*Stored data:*

● ● ● ● ●

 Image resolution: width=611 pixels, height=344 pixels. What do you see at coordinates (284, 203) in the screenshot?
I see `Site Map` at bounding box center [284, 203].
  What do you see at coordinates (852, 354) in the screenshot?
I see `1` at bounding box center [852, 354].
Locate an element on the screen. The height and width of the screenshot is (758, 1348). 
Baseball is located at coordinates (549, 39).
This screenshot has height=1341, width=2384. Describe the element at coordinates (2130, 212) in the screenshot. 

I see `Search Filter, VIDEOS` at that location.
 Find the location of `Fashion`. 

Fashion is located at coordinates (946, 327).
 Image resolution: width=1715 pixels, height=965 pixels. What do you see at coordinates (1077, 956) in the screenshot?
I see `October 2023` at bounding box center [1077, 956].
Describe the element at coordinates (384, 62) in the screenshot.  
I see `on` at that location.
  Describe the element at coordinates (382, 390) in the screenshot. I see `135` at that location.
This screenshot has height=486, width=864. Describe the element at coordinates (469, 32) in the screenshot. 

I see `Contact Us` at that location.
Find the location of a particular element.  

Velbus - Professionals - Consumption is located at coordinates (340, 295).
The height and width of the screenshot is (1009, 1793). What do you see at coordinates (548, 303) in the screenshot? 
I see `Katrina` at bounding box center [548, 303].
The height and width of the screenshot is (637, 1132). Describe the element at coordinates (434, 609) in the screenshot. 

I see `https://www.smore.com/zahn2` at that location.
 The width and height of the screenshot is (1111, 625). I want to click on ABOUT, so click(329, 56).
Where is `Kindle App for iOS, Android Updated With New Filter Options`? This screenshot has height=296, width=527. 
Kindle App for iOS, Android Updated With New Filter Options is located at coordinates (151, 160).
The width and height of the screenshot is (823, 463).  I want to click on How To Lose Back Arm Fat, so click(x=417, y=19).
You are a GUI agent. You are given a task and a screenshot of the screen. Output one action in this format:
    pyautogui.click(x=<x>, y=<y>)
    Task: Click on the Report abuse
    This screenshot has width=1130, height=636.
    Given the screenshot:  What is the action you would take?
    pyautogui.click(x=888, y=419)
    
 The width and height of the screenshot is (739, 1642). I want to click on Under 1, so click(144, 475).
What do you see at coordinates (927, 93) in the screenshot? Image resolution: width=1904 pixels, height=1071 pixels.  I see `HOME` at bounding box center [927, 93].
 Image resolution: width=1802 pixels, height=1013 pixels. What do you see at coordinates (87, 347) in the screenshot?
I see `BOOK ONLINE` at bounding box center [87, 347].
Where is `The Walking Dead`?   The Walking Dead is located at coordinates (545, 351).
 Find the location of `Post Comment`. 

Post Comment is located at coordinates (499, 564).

● ● ● ● ●

*REQUIREMENT:* Using the records above, copy exactly the lines from the one containing "What do you see at coordinates (927, 93)" through the last, inclusive, and nothing else.

*SOLUTION TO THE PROBLEM:*
What do you see at coordinates (927, 93) in the screenshot? Image resolution: width=1904 pixels, height=1071 pixels.  I see `HOME` at bounding box center [927, 93].
 Image resolution: width=1802 pixels, height=1013 pixels. What do you see at coordinates (87, 347) in the screenshot?
I see `BOOK ONLINE` at bounding box center [87, 347].
Where is `The Walking Dead`?   The Walking Dead is located at coordinates (545, 351).
 Find the location of `Post Comment`. 

Post Comment is located at coordinates (499, 564).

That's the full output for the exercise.